Police say they were trying to follow through on a warrant related to something that happened late Sunday night.

“On March 26, 2023, at 11:40 p.m., the Houston RCMP responded to a call from Coastal GasLink security saying that one of their employees had been attacked by a group of people wearing masks and camouflage at the 43 km mark of the Morice West Forest Service Road,” the RCMP statement says.

“The group used flares to scare the worker, who then left the area and let them into the work vehicle.”

The group is then said to have poured liquid on the car and stolen a chainsaw, according to the police.

The company that owns Coastal GasLink, TC Energy, says that no one was hurt on Sunday.

In response, police say they were given search warrants for two places on the Morice Forest Service Road. Both of these warrants were carried out on Wednesday morning, one at the Lamprey provincial campground site and the other at the 44.5-kilometer point.

A picture of the search warrant given by Yintah Access shows that police said there were good reasons to think a theft under $5,000 had happened.
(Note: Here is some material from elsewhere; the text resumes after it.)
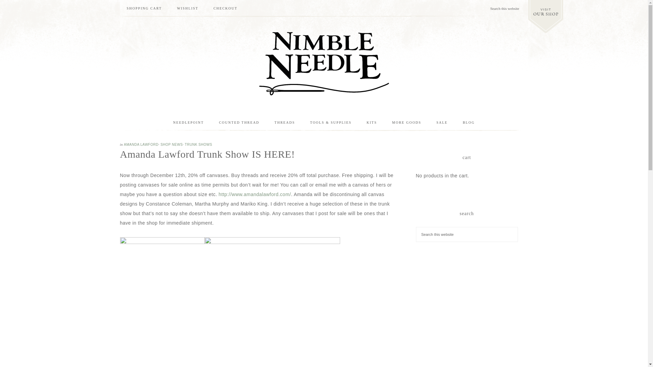 This screenshot has height=367, width=653. I want to click on THREADS, so click(285, 122).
Five people were arrested at the Lamprey Provincial Campground for obstructing a peace officer, according to police. Four of the people didn’t want to follow police orders, and one tried to stop police from carrying out the warrant.

The investigation is still going on, says the RCMP.

RCMP helicopter footage of the 2019 raid on Wet'suwet'en barricades.

RCMP under scrutin

In a statement released Wednesday afternoon, the Union of B.C. Indian Chiefs said that these latest arrests are part of a “troubling” pattern of police intimidation.

The arrests come as the RCMP in the area is being looked at for things they did in the past.

Last month, the federal agency that keeps an eye on the RCMPStarted looking into the Community-Industry Response Group., a special police unit in B.C. that deals with protests against resource extraction.

The Civilian Review and Complaints Commission (CRCC), which hears and handles complaints about the Mounties, said it would look into whether the unit’s actions are in line with the Charter, laws on the United Nations Declaration on the Rights of Indigenous People, and the results of the national inquiry into missing and murdered Indigenous women and girls.

In a statement about the arrests on Wednesday, the RCMP said that they support peaceful protests, but “criminal acts by protesters, especially the violence shown by the suspects in this case, will not be tolerated.”